Abyss Deep

Abyss Deep by Ian Douglas Read Free Book Online Page B

Book: Abyss Deep by Ian Douglas Read Free Book Online
Authors: Ian Douglas
They’d shut down but were still broadcasting. Damn, they were everywhere .
    This was freaking hopeless .
    â€œLieutenant Singer?”
    â€œGo ahead.”
    â€œWe’ve got nano soup in here. It appears inert, but there’s so much it’s overloading my readings. I recommend a UV bath. The whole station, top to bottom.”
    Facilities like Capricorn Zeta were required by law to have ultraviolet lights installed in every compartment, a means of turning off any loose nano that leaked into the environment or came inside on workers’ spacesuits. It was the simplest solution, and the only one we had time for.
    â€œVery well,” Singer said. “But check out the tangos. One of them might be a carrier.”
    â€œAye, aye, sir.”
    The prisoners were being held in the next compartment out from the rock, a common area that served as lounge and mess hall for the miners. One entire bulkhead was transplas, looking down on the cloud tops hugging the Earth. We were crossing the terminator into night, and the clouds were red and flaming orange. The planet looked fragile and terribly vulnerable.
    Sergeant Aguirre and a ­couple of privates had the tangos under guard—­five of them. They’d been yanked out of their spacesuits, stripped naked, and tied hand and foot. We were taking no chances with these animals.
    They watched with large, dark, and angry eyes as I scanned the first one with my N-­prog. No RFID tag, no edentity. “Name?” I asked him.
    He spat at me, the shimmering glob of saliva drifting past my helmet in microgravity to splat against the transparent bulkhead at my back. I shrugged and kept scanning. There was, of course, nothing.
    Neo-­Ludds. They’ve been with us forever, I think. When Tharg the caveman first discovered fire, there were probably members of the tribe who wanted to make the stuff illegal, a clear and present danger to the community. The original Luddites had been early-­nineteenth-­century textile workers who’d sabotaged the machinery introduced by the Industrial Revolution, machinery that was putting them out of work. Toward the end of the twentieth century neo-­Luddism had arisen—­a rejection of those technologies perceived as having a negative impact on both individuals and ­communities.
    Nanotechnology was at the top of the neo-­Ludds’ hit list, of course, not only because of the whole “gray goo” scenario, but because it was changing the very meaning of what it meant to be human. Nano-­chelated circuitry grown inside the human brain, control contacts in the palms of our hands, genetic reconfiguration . . . sure, we might have cured cancer with the stuff, but was it safe ?
    I would have been extremely surprised if any of these ­people had nanobots in them, or any of the nanotech extensions—­cerebral implants, neural circuitry, or other internal hardware.
    For neo-­Ludds, asteroid mining came right behind nanotech as a key target—­especially when that industry involved moving asteroids into Earth orbit. Proponents suggested that the technology, with massively redundant backups, was failsafe. The neo-­Ludds pointed out that sooner or later technology always fails, and that Earth could not risk even a single such failure.
    But did it make sense, I wondered, for them to protest the technology by bringing about the very disaster they feared? That simply wasn’t rational.
    But then, I had trouble thinking of neo-­Ludds as rational .
    I went down the line, scanning each man in turn. All of them were clean—­no active nano circulating inside their bodies. Curious, I put the N-­prog away and pulled out a DNA tester. Approaching the first man, I touched it to his upper arm. He yelped when it bit him, and cut loose with a torrent of invective in a language I didn’t understand.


■ **EXERCISE OBJECTIVE**
Every line below between the one holding "Describe the element at coordinates (764, 94)" and the one holding "This screenshot has height=320, width=644.", inclusive, should be copied exactly, and no other line.
--- DATA FOR PROCESSING ---
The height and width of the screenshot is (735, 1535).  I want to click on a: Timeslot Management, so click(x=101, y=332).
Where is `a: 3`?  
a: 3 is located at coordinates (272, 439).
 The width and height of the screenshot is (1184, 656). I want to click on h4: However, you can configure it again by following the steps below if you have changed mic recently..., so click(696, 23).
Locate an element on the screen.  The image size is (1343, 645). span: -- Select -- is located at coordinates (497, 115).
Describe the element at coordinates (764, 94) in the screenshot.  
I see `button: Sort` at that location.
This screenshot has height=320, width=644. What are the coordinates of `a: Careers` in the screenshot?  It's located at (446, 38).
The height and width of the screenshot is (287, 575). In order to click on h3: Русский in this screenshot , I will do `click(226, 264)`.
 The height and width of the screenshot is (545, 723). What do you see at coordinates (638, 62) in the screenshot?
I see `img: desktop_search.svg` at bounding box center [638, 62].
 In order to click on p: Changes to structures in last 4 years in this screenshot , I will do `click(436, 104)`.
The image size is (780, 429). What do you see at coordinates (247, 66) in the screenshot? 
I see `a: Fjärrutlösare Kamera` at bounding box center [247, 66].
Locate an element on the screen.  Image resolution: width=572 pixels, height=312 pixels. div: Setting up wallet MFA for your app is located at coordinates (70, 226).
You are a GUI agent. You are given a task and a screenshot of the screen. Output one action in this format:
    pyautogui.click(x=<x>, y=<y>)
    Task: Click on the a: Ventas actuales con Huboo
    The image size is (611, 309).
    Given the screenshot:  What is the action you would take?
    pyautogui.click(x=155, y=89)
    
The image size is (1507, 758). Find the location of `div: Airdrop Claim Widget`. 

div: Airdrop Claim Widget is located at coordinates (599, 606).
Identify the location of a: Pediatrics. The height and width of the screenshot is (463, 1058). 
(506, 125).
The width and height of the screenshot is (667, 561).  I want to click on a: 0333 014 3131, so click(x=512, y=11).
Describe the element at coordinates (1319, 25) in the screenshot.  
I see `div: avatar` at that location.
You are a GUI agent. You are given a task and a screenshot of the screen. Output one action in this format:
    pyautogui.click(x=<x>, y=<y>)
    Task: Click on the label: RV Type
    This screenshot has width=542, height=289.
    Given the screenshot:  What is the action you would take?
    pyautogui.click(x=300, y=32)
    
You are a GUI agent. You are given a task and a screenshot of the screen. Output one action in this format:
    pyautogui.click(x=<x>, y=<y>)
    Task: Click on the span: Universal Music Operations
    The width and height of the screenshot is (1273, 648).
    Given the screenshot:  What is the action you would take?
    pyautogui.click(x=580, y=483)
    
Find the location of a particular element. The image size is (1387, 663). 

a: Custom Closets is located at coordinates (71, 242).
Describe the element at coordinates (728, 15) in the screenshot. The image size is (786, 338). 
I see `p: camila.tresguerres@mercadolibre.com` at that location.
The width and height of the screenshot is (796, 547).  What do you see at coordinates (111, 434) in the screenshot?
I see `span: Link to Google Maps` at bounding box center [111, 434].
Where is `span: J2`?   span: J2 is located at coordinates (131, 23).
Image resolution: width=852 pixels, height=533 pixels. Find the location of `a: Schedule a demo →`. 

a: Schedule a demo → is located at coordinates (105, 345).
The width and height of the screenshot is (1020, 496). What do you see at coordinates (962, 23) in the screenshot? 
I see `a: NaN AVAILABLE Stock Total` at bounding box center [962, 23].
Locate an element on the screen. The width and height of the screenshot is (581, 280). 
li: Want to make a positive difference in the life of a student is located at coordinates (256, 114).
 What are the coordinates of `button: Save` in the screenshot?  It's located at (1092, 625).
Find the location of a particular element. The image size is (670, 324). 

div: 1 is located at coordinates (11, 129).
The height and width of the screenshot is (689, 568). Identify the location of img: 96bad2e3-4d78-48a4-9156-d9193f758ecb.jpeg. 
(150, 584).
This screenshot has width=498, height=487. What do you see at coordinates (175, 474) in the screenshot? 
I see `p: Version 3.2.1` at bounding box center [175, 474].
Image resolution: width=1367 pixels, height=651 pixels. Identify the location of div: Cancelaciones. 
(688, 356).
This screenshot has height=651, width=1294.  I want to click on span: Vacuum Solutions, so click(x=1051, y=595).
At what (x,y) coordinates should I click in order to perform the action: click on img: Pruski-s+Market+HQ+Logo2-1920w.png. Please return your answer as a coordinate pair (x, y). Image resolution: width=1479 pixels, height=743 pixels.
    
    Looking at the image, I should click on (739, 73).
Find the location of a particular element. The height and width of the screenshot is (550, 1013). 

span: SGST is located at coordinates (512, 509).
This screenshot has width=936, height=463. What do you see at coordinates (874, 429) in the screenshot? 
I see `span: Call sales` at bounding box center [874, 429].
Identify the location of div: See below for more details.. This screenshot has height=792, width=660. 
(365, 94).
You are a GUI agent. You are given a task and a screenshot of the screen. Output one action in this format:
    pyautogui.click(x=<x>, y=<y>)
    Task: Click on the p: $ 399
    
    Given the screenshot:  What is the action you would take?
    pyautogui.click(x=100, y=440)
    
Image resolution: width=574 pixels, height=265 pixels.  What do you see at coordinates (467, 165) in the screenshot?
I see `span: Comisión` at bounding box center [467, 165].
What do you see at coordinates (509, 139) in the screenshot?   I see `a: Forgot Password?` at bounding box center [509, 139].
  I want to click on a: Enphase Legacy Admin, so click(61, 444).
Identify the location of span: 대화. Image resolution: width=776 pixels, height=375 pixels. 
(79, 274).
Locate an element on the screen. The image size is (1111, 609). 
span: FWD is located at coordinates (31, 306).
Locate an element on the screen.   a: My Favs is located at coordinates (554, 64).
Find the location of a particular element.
---
■ **ANSWER TO THE PROBLEM**
Describe the element at coordinates (764, 94) in the screenshot.  
I see `button: Sort` at that location.
This screenshot has height=320, width=644. What are the coordinates of `a: Careers` in the screenshot?  It's located at (446, 38).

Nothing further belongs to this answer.